Handyman
Hug someone you care about...
No, you weren't here in the thread's heyday. It would grow for a number of pages each week.
Yeah The List was the thread that brought me to the cafe.
On second thought
No, you weren't here in the thread's heyday. It would grow for a number of pages each week.
Special election today in AZ. Multi term incumbent R Lesko vs. surgeon D Tipirneni. Lesko has all the advantages...this will severely test the status of the blue wave.
I'm not as sold on every special election being a litmus test as some are. At least some of these districts have to have been gerrymandered by the right, and won't flip (see: Ossoff in GA).
I'm not as sold on every special election being a litmus test as some are. At least some of these districts have to have been gerrymandered by the right, and won't flip (see: Ossoff in GA).
Special election today in AZ. Multi term incumbent R Lesko vs. surgeon D Tipirneni. Lesko has all the advantages...this will severely test the status of the blue wave.
The question is, will Lesko's suit covered with question marks help or hurt him in this political environment?
Think of them as offsets. You can get a pretty good idea of how even wildly gerrymandered districts lean by looking at the precinct results from the last like election. So if the GOP wins this R+25 seat by 10 points they are in a world of hurt.
Here's the 538 viewer guide.
As we've mentioned before, there is a stinger in the tail of gerrymandering -- it essentially bleeds down 15-point districts to 10 points in order to cheat toss-up districts up to 5 points. And that works great, as long as you're getting a similar electorate pattern from prior elections. It's how nationwide the GOP stole about 30 seats from their voters and turned a net 1 million vote loss into a comfortable House majority.
But. Think about what happens when the electorate starts to move against you. You're OK for a while because you've built in that 5-point handicap in the toss-up districts After 5 points those fall but they would have fallen anyway. But at 10 points even your 15-point districts start to fall because that's where you stole those other votes from. So by gerrymandering to create a majority you are risking turning a wave election into a tsunami.
The current D swing has been around 17 points, which nobody in their right mind think they can maintain, especially in a world where Republicans don't even get news anymore. But if that swing is 12 points in November it could very well have the impact of 17 points because they borrowed from Peter to pay Paul. How many sitting Republican Members won by more than 17 points last time? (Answer: about 80). Whereas a typical midterm sees a 35-seat loss for the incumbent party we could see that double if the numbers fall into that chasm the GOP created for itself.
But a one can hope.
The whole thing to remember with these special elections is that both sides are using it as the front lines. It's a different story when it comes to organizing 435+ separate elections, nationwide, on the same time frame. So the Democrats can get one community to act. Can they translate this to a national turnout? TBD.
The whole thing to remember with these special elections is that both sides are using it as the front lines. It's a different story when it comes to organizing 435+ separate elections, nationwide, on the same time frame. So the Democrats can get one community to act. Can they translate this to a national turnout? TBD.
Very good point. It's easier for the GOP to amplify signature seat races into national campaigns: they just add more money. For the Dems it is much harder because it's people power, knocking door to door, educating people, getting them off the couch....
With most of the votes in early.
Lesko (R) 82,294
Tipirneni (D) 73,188
Only 20,000 or so from today's votes outstanding.
So a 53-47 win in a +25 Republican district.
are you already accepting that nobody is going to replace Harvey's $,$$$,$$$?
Interesting...I believe 538 predicted (upper single digits) and this is even worse. This district is old white people.
The GOP dumped a ton of money into this race too (the DNC didnt though a few PACs did) if I read right, along with Trump helping I think, and they barely held on to win. It would be interesting to talk to pollsters inside the GOP right now because they have to be looking at what is happening and crapping their pants. Trump is an anchor and everyone aligning with him is being dragged down.
Yeah, this is surprising and not good for Republicans on multiple levels. Dems didn't compete too hard on this one and it is primarily filled with old whities. Beyond that though, I saw in the early voting that Republican ballots were being returned % wise at the same levels as Trump's 20%+ victory, yet the Gooper only won by 6%. Conventional wisdom thus far has been that the increase in Dem vote totals is due to either a re-engaged left that's been sitting out elections after 2008 as well as maybe some ancestral Dems coming home in places like rural PA where the party used to perform better. None of that applies to this Arizona district, so the question becomes are Republican voters voting against their party's candidates?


§ **DIRECTIONS FOR THIS TASK**
Reproduce the listing in full, exactly as written, but without images.

§ **PROVIDED DATA**
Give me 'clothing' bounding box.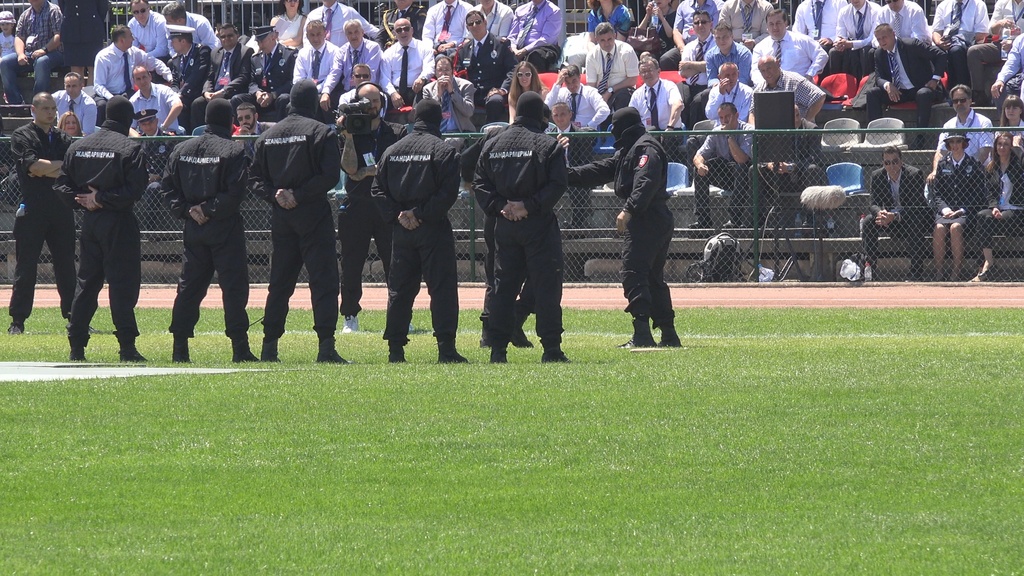
crop(245, 110, 339, 342).
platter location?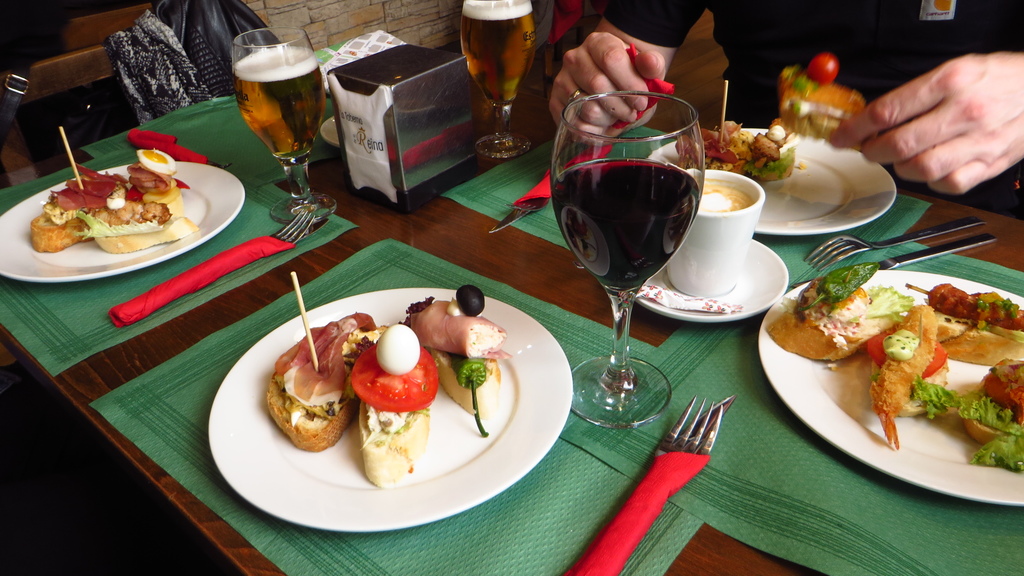
<bbox>0, 164, 245, 285</bbox>
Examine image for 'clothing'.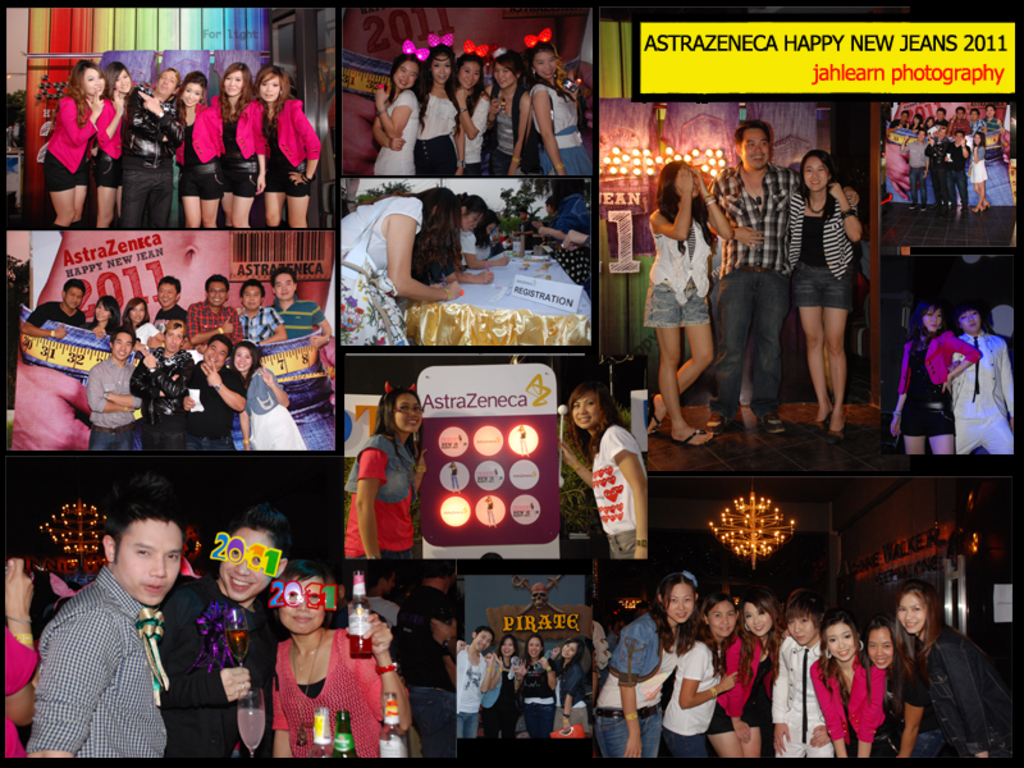
Examination result: [399, 585, 460, 748].
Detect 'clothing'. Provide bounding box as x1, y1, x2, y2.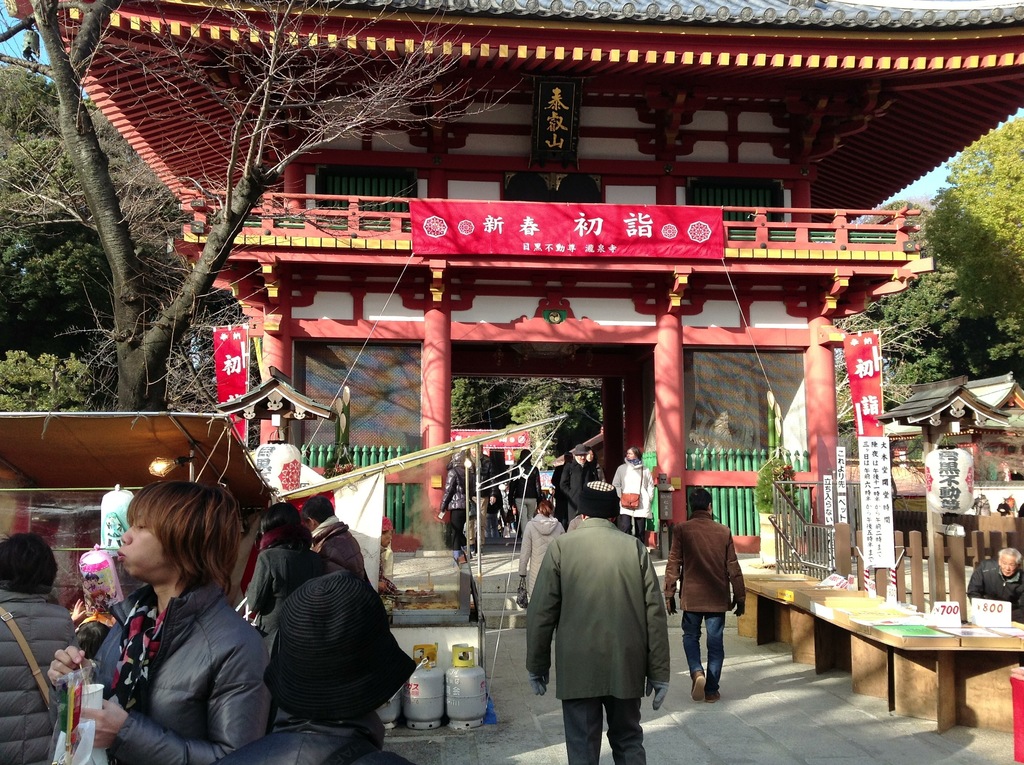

§ **ANSWER TO THIS PROBLEM**
Give me 'clothing' bounding box.
crop(245, 110, 339, 342).
platter location?
<bbox>0, 164, 245, 285</bbox>
Examine image for 'clothing'.
Examination result: [399, 585, 460, 748].
Detect 'clothing'. Provide bounding box as x1, y1, x2, y2.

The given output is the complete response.